Study was simultaneously published in AACR journal and presented at AACR meeting

PHILADELPHIA – Cancer Discovery, a journal of the American Association for Cancer Research (AACR), today published a research article that may explain some differences in race-group-related clinical outcomes among patients with triple-negative breast cancer (TNBC).

The study, titled “African Ancestry Associated Gene Expression Profiles in Triple Negative Breast Cancer Underlie Altered Tumor Biology and Clinical Outcome in Women of African Descent,” was also presented at the 15th AACR Conference on the Science of Cancer Health Disparities in Racial/Ethnic Minorities and the Medically Underserved in Philadelphia.

Melissa B. Davis, PhD, associate professor of cell and developmental biology research in surgery and director of health equity in the Englander Institute for Precision Medicine at Weill Cornell Medicine, is the senior author of the paper and presented its findings in a plenary session at the conference.
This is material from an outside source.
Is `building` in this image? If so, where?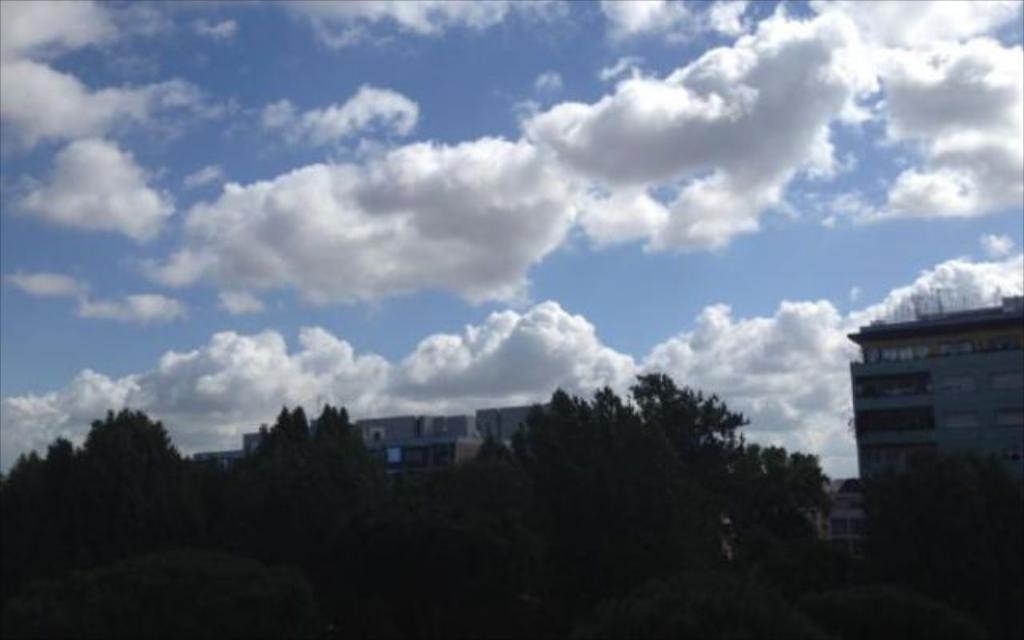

Women of sub-Saharan African descent have disproportionately higher incidence of TNBC and TNBC-specific mortality. Because of heterogenous genetic admixture and biological consequences of social determinants, the true association of African ancestry with TNBC biology is unclear. In this study, the authors performed RNA sequencing of an international cohort of west African/Ghanaian women, east African/Ethiopian women, and African American women with TNBC, and found the expression of 613 genes associated with African ancestry, more than 2,000 genes associated with regional African ancestry, and population-level distinctions in immunological landscapes.

Read the article in Cancer Discovery. To register for on-demand virtual access to Davis’s presentation and other talks at the conference, review our press registration requirements and request registration.